[4][5][6] In 2006, AC Gateway LLC, headed by Wally Barr and Curtis Bashaw, purchased a number of properties near Albany Avenue and the Boardwalk in order to build a hotel-casino.
[18] Aoki and Sasakawa had also faced charges by the Securities and Exchange Commission for insider trading in the stock of Hardwicke Companies, which had planned to manage the hotel/casino.
However, when the opportunity came about in June 1978 to lease the Howard Johnson's Regency Motor Hotel and use the existing facilities to more quickly build a hotel-casino complex, the Traymore site project was put on hold.
The company applied for a license on January 8, 1980, for the Caesars Palace Atlantic City project but never built anything on the site.
[25][26] In June 1978, Levin Computer Corporation, along with Hotel Associates, announced plans to develop a hotel-casino in the marina area named Casino by the Sea.
In October 1977, First Artists Production Company confirmed reports that they were negotiating for potential hotel-casino properties in Atlantic City.
The company was partly owned by entertainers Paul Newman, Barbra Streisand, Steve McQueen, Sidney Poitier and Dustin Hoffman.
[43] Other features would have included a beachfront Hard Rock Cafe, other upscale restaurants, bars, a rock-and-roll museum, a spa, and beach cabanas.
[41] Construction was planned to begin by July 2012, with an opening date in 2014, but the schedule was pushed back because of delays in the permitting process.
[42][44] Hard Rock dropped the project in September 2012 because market conditions in Atlantic City, including poor results at the newly opened Revel casino, made it very difficult to secure financing.
[45] The company would later return to the city in 2017 with its purchase of the shuttered Trump Taj Mahal and planned renovation of the property as a Hard Rock casino.
[47][48][49][50][51] In 1977, William Kissane and John Leddy, announced that they were seeking to lease land in the marina area to develop a hotel-casino.
[52][53] After the original Golden Nugget Hotel & Casino opened in 1980, the Mirage Resorts explored sites for another hotel-casino.
[57][58] Jean Savage, a Nutley NJ realtor and the president of HEJJ Inc. approached the 72 owners of properties bordered between Texas Ave., Bellevue Ave., Pacific Ave. and the Boardwalk.
[59][60][61][62][63] Metropole Associates, Inc, of New York, in November 1978 announced plans to build a hotel-casino at the site of the Morton Hotel on Virginia Avenue.
In 1996, the company began buying parcels of land adjacent to the Showboat Atlantic City for a planned hotel-casino.
After MGM acquired Mirage Resorts in 2000, the company switched its focus to developing the Borgata in the marina area and abandoned plans for the Boardwalk site.
[69] In 2008, realtor Robert Pagano and a representative from shopping mall owner Triple Five Group sought to get land they owned in the marina district rezoned for hotel-casino and retail use.
In 1996, Planet Hollywood International Inc., a theme restaurant chain, and ITT Corporation, which had recently acquired Caesars World, announced a joint venture to develop a hotel-casino.
After Planet Hollywood acquired the Aladdin Resort and Casino in Las Vegas, Nevada, they announced plans in 2005 to open a hotel-casino in Atlantic City.
[76][77][78] In August 1977, Jerrold Polinsky, a cable television owner from Minnesota, announced an agreement to lease the Howard Johnson's Regency Motor Hotel and build a casino.
His partners included former New York Jets owner Sonny Werblin, attorney Adrian Foley and local art dealer Reese Palley.
[81] Senator Harrison A. Williams (D-N.J.) told an undercover FBI agent that he could help save the investors $30 million by allowing them to renovate the existing property, rather than building a new one.
[84][85][86] Robert Maheu, a former aide to Howard Hughes, and Grady Sanders announced plans for a hotel-casino in August 1978, called the Royale Atlantic Hotel.
[90][91] In July 1977, a group headed by Harry Katz announced that they were trying to purchase the ocean liner SS United States and dock it at a pier in Atlantic City.
[92][93] In August 1977, Alvin Snyder, a Maryland real estate developer, planned to use the famous Steel Pier to house a hotel-casino called Casino at Sea.
[94][95][96] Kupper Associates, a Piscataway, New Jersey engineering firm announced plans in February 1978 to build a hotel-casino at Arkansas Ave. near the terminus of the Atlantic City Expressway.
However, after his company entered bankruptcy in 2005, the property was auctioned off to BET Investments, owned by real estate developer Bruce E. Toll.
[14][101] Vornado, Inc., the owner of the Two Guys discount store chain, announced in November 1978 that they planned to open two hotel-casinos on Great Island, about a mile west of the Boardwalk.
However, the site was in the flight path of the Bader Field airport and failed to get the required Federal Aviation Administration approval for the structure.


Search the material for lines containing the word "with", and copy each one.

── RECORDS TO USE

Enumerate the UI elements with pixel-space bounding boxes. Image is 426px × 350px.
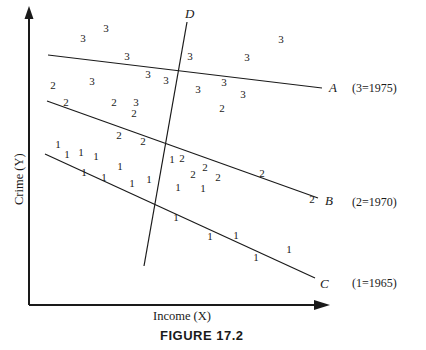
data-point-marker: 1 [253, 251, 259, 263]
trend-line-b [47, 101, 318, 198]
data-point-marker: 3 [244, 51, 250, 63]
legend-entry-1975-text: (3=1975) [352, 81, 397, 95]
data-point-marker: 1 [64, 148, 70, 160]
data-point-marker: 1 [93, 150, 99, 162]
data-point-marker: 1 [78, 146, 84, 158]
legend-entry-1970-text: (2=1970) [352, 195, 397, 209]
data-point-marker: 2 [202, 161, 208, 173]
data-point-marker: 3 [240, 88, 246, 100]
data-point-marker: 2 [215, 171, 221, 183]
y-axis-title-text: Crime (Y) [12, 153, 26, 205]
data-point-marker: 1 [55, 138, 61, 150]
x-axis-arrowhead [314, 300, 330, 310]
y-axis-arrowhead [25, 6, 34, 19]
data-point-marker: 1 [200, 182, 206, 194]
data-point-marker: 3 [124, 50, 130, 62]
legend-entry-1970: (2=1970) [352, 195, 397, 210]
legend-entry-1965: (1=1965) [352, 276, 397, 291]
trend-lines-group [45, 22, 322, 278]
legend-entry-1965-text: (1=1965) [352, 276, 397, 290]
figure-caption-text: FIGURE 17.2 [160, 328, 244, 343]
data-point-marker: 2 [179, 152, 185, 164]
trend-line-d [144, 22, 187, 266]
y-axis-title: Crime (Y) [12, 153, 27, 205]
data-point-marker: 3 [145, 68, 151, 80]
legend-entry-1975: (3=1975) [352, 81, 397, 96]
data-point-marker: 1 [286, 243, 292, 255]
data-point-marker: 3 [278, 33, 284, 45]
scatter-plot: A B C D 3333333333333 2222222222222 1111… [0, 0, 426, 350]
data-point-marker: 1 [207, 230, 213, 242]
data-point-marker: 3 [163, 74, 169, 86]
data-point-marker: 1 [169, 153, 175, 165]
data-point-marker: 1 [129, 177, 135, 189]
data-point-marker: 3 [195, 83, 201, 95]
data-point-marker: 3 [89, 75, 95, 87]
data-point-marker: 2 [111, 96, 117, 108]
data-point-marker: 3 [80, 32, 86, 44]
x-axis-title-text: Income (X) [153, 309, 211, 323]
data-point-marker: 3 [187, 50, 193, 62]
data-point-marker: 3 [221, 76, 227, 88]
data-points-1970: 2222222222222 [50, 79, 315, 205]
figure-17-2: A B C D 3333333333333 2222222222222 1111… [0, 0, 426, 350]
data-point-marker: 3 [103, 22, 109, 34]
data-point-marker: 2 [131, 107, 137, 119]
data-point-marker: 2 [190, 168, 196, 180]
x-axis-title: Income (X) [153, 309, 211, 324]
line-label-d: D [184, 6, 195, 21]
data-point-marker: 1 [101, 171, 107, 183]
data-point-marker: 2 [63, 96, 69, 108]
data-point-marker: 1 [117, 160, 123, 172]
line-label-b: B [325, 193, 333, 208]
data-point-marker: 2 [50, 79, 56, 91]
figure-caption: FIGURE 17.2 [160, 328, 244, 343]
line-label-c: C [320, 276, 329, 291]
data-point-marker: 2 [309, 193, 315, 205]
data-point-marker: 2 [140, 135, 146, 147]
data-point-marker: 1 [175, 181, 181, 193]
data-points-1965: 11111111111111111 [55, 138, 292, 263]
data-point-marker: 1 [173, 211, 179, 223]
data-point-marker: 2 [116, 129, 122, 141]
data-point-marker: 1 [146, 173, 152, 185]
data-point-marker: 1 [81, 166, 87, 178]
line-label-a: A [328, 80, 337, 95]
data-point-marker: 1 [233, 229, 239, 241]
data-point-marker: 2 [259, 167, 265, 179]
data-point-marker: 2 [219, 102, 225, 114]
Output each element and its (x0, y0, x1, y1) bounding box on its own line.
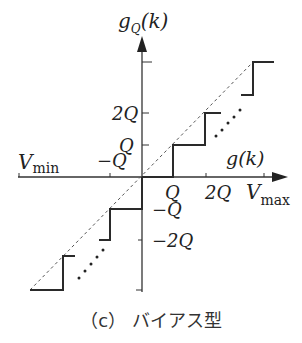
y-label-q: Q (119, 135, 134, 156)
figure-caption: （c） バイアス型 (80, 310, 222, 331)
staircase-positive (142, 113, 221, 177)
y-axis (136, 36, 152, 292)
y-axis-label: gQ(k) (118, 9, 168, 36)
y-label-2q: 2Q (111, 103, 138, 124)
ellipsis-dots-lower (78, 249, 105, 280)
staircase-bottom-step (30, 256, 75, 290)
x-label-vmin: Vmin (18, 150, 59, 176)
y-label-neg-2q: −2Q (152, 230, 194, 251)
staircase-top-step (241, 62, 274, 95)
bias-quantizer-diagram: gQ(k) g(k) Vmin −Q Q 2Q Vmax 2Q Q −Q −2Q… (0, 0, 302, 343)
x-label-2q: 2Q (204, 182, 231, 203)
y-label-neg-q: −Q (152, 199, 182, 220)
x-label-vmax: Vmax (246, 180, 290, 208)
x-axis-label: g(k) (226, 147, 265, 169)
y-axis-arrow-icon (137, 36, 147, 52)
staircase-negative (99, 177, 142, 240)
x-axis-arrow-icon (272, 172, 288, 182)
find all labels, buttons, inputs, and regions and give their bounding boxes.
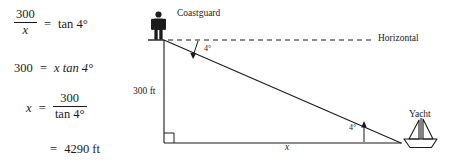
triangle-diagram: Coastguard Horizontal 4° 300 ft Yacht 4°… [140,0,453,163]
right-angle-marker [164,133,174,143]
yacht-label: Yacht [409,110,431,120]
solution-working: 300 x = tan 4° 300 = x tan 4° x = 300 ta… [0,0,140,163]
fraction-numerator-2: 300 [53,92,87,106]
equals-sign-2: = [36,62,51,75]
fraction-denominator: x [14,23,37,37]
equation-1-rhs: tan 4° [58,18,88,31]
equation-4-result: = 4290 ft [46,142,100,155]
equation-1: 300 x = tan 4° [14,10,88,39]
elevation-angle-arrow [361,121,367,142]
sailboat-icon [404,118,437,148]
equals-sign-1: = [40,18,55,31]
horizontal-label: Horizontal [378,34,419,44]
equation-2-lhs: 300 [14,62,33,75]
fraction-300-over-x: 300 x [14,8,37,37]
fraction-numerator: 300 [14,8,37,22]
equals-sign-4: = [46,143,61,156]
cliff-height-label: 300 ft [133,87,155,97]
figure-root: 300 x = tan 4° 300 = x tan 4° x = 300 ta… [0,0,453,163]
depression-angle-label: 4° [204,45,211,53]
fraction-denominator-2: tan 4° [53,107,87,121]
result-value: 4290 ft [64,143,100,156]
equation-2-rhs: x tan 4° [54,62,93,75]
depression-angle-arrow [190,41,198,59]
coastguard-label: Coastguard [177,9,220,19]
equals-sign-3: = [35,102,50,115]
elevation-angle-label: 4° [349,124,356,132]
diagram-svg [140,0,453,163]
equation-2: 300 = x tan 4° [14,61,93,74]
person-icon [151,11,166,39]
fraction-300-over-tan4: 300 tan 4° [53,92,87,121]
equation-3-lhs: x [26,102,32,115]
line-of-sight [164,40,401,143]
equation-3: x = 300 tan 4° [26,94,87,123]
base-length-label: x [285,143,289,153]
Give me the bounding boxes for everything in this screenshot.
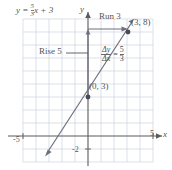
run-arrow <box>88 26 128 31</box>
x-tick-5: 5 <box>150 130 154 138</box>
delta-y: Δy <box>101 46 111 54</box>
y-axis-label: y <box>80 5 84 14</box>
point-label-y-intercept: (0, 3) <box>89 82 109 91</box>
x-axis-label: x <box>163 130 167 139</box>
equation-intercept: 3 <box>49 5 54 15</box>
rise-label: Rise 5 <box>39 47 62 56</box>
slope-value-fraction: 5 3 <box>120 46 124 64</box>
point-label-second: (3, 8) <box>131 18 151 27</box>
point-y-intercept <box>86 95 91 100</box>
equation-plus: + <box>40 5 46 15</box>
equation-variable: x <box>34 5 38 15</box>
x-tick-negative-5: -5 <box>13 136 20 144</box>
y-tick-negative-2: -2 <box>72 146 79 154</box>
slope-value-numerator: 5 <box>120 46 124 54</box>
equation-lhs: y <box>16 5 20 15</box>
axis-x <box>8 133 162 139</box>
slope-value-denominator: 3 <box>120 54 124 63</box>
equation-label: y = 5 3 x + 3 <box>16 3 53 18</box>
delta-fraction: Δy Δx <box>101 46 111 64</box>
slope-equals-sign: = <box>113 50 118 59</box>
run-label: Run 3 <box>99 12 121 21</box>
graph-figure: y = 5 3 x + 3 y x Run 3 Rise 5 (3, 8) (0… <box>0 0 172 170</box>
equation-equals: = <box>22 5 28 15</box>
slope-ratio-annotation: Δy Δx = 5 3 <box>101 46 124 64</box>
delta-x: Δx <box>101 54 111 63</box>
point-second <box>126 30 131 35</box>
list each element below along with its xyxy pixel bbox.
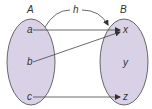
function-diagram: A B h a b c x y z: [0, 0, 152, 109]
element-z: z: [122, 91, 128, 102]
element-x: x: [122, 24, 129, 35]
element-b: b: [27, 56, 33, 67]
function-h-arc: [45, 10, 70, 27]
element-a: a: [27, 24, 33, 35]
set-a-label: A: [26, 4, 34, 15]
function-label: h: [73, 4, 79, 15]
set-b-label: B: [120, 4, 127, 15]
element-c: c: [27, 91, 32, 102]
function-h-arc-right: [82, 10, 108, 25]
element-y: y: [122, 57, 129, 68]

────

(EXERCISE OUTPUT):
Enumerate the UI elements with pixel-space bounding boxes. Image is 426px × 350px.
list each element below along with its xyxy pixel bbox.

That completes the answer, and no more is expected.